“I sat bleary-eyed one morning at the kitchen table after being up with my two-month-old ten times the previous night. I was at the end of my rope and guzzling coffee in hopes that I might get a little burst of energy to survive the day caring for my hyper toddler and clingy baby. Just then, the baby started crying and I watched as my husband, who was sitting right next to her, didn’t move a muscle to pick her up.
I asked (or maybe shouted), ‘Can you do something please!?’ And his reply sent me over the edge. ‘Well, there isn’t much I can do. I don’t have breasts. She’s probably just hungry. She always wants you anyway.’
As I scooped up the baby, who had just eaten thirty minutes ago and was not hungry, I gave him a dirty look and stomped away. I had heard this reasoning from him way too much in my years bringing up two little ones. From the get-go, I have been the one to calm our babies whenever they cry, most often by offering to breastfeed. As a result, I became their sole source of comfort and my husband didn’t develop a skill for comforting the baby in his way, breast free.
I chose to exclusively breastfeed, and I didn’t pump or use bottles. I know this put me on the hook for doing every single feed and a lot of the comforting, but I did not sign up to be an island, always having to soothe my baby all by myself.
To be clear, my husband is an incredible dad and very hands-on. In those first few months, I know he felt pretty lost because he didn’t have the initial bond I had with our babies and didn’t have the magical power of breastfeeding to calm a hysterical baby.
But still, the idea of me being the only person who can comfort my baby because I breastfeed annoys me. It can feel isolating when everyone just assumes that I am the only one with a solution. I don’t have all the answers and I am oftentimes trying much more than just the nipple to calm and reassure my baby.
What I really need is the ‘manary gland’ Jack invents in Meet the Fockers, a breastlike device that allows a man to ‘breastfeed’ the baby. But until someone makes that invention a reality, I wish I could find a little more equity with my husband in how we comfort a crying baby.
I encourage dads and partners not to sell themselves short and to just try.
You can do more to comfort a baby than you think you can. It might take trial and error, and it likely won’t rival the power of breastfeeding, but it is still valuable and needed.
Sometimes I have found that my baby is made fussier by being close to me. The smell of milk can put her into a frenzy, even when she isn’t hungry. In these moments, my husband may actually be more successful at calming her down.
There is an opportunity for partners to use tricks and methods that the breastfeeding parent never would have thought of. I believe our babies benefit from the different comforting methods each parent brings to the table. Please don’t throw your hands in the air and declare yourself useless. You aren’t.
I encourage the breastfeeding parent to make themselves a little less available in moments when the baby is crying and their partner is present.

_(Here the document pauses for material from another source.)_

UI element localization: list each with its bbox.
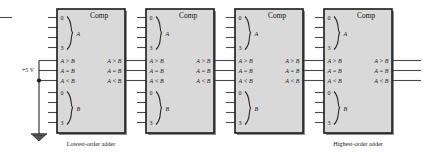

I take responsibility for creating a situation where my husband feels like there isn’t much he can do. As soon as the baby cries, I usually jump up and grab her before he even has a chance to help. I tend to take over, which robs my husband of the chance to develop his confidence in comforting the baby and prevents my baby from learning to find comfort in my husband. I wish early on that I had made more room for him to help.
On the rare occasion that I have let my husband take over, I tend to chime in and tell him how I would do it. I micromanage. I have learned that for my husband to develop confidence, I need to avoid criticism, stay quiet, and simply let him do it his way and make mistakes.
When left to his own devices, my husband has come up with some creative ways to soothe our baby. It includes humming in a deep drawn-out voice, draping her over his forearm in some weird-looking circus move, and rubbing her forehead. And a lot of the time it works. But when it doesn’t, yes, I still breastfeed the baby to comfort her.”